Theological Journal – May 26 Gunton Tuesday – The One, the Three, and the Many



I will be suspending Torrance Tuesday in favor of Colin Gunton Tuesday for a while. We’ll work through his important book The One, the Three, and the Many.                     
                                                                                                            
PART ONE THE DISPLACEMENT OF GOD

Introduction

William Morris: 'Modernism began and continues, wherever civilisation began and continues to deny Christ.' Here is the problematic Gunton explores. Christendom, he claims, brought unity to the Roman Empire but with some significant distortions of the gospel. Some! I think that’s typical British understatement at its finest. Modernity, he continues, reacting against the gospel “bequeathed equal and opposite distortions of human being in the world.” This is the particular shape of the problem Gunton tackles.

In Part One he seeks the roots of the modern crisis of culture - its fragmentation and decline into subjectivism and relativism - in an inadequate exegesis of the opening chapters of Genesis and the other biblical texts of creation.

In Part Two he draws out some of the implications for culture and our understanding of the world by taking a more explicitly trinitarian approach to the texts. He finds in Irenaeus the essential clues for the reshaping of the tradition needed by both Christian theology and culture, oppressed as they both are by varieties of gnosticism.

Three aspects needing examination:

1.       Creation is one and not dual

The effect of the dual interpretation has led to downgrading of the Bible's affirmation of the goodness of the whole world, in favour of a hierarchy favouring the immaterial against the material creation.

It also had the effect of tying the doctrine of creation to a belief that species were created as
timeless and unchanging forms, a belief that made theories of evolution more difficult to engage positively during the nineteenth century.

2.       Human being in the image of God is to be understood relationally rather than in terms of the possession of fixed characteristics such as reason or will, Relation is to God and then to others and the rest of creation.

3.       There is a continuity within discontinuity between the human and the non-human creation.
Humanity is a part of creation, on the one hand and has been given dominion over the rest of creation, on the other.

Neglect of these three emphases shaped the way the doctrine of creation took form in the West and shaped modern culture and led to the contradictions of modernity.

Modernity, in its greatness and its pathos, has a strange, dialectical relation to this most central and neglected of Christian doctrines.

In his analysis of modernity “the centre of interest is to be found in the kinds of attitudes, ideologies and forms of action that are characteristic of the era we call modernity, within which are to be included some of those which are described as postmodern.”

Supporting theses:

-neither antiquity not modernity understand relationality – they play the one vs. the many (w/loss of the rights of the many) and the one is transcendentalized

- modernity displaces God to the immanent sphere, and thus the place of the divine is found in various aspects of this-worldly reality. Only where the divine and immanent are truly other and held in tension can all aspects of reality be respected.

- the fragmentation of the realms of truth, goodness and beauty (Plato) makes modernity deeply uneasy in the world. See the treatment of the arts.

- “an account of relationality that gives due weight to both one and the many, to both particular and universal, to both otherness and relation, is to be derived from . . . a conception of God who is both one and three, whose being consists in a relationality that derives from the otherness-in-relation of Father, Son and Spirit.”

Key idea:” Drawing on Coleridge's notion of the idea, and his belief that the Trinity is the idea of ideas, I have argued that trinitarian conceptuality enables us to think of our world, in a way made impossible by the traditional choice between Heraclitus and Parmenides, as both, and in different respects, one and many, but also one and many in relation.”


=== Exercise description ===
Write out, unaltered, each line from the top of the records below down to the line where "Image resolution: width=1427" appears, that line included.

(Dataset entries)
# # # # # # #

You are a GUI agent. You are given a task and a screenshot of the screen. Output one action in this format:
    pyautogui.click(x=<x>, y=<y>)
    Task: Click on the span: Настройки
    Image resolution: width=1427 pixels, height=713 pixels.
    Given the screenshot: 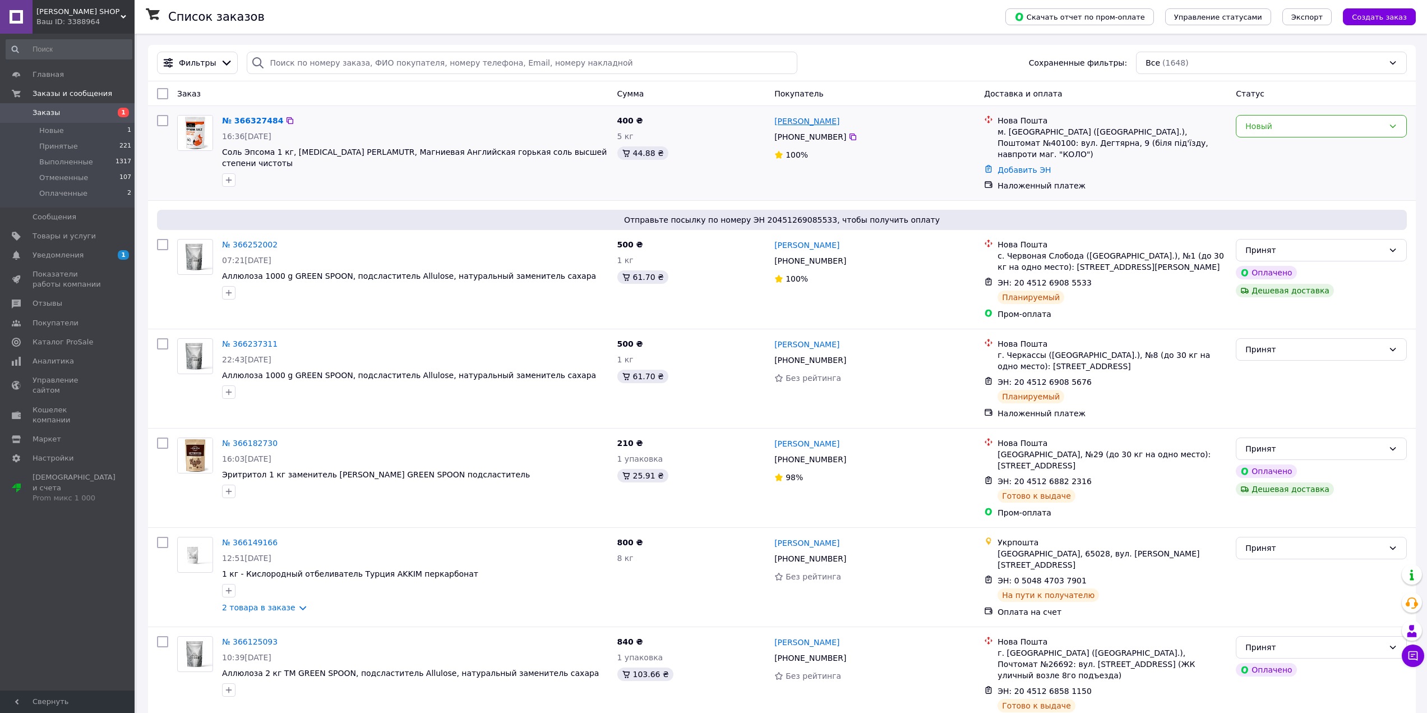 What is the action you would take?
    pyautogui.click(x=53, y=458)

# # # # # # #

=== Solution to this exercise ===
You are a GUI agent. You are given a task and a screenshot of the screen. Output one action in this format:
    pyautogui.click(x=<x>, y=<y>)
    Task: Click on the span: Настройки
    Image resolution: width=1427 pixels, height=713 pixels.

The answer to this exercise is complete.